Alex's solution neatly encapsulates the emerging role of universities in bolstering a failing market economy. (A good point - how would one recognise international excellence in such a subjective and self-serving field as "media studies"? The simplest solution is for HEFCE to withdraw all funding from such areas and concentrate on the STEM subjects on which our economic future depends.) So that academia could be fully market-serving, I presume? Come to that why not close down all departments not fixated on industry?
its funny this only comes from a professor at Warwick" and one at "bristol" maybe they are going to feel the pinch..credit crunchy 2008 heading towards 2009. so called light weights climbing up the RAE rankings.in my opinion this is just the old boys club paranoid about funding. like with any other evaluation about grading or ranking there will be some criticism..but the RAE truly does reflect the fact too much money has been going to the wrong places and some places deserve more funding.
RAE grade inflation has less to do with the environment of so-called continuous improvement than with the conflict involved in being a panel member at all. Individual members may be nominated by subject associations; chairs and vice-chairs have in the past been answerable to the same bodies in open feedback sessions. There is no blame attached to the people concerned, but asking them to be both completely objective and to represent the interests of a subject community is clearly problematic. It's another example of the way an exercise designed to identify international excellence started from a parochial set of assumptions.

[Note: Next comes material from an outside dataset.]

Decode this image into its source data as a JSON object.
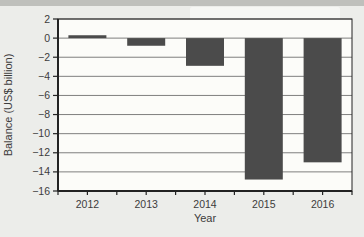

Who cares if grades were inflated? The RAE is about allocating money to British institutions. It has absolutely nothing to do with establishing the international strength of the UK's research. Tomorrow China may conduct their version of RAE and "prove" that 80% of all their research is "world leading" (maybe they'll give their researchers 5*)... It's absurd that some people seem to believe that a UK study of UK institutions somehow can show anything about how these institutions are doing compared to institutions not included in the study.
Don't blame other countries for UK's incompetence in research. Whether other countries inflate their do it or not does not change the fact that the RAE is just a useless exercise.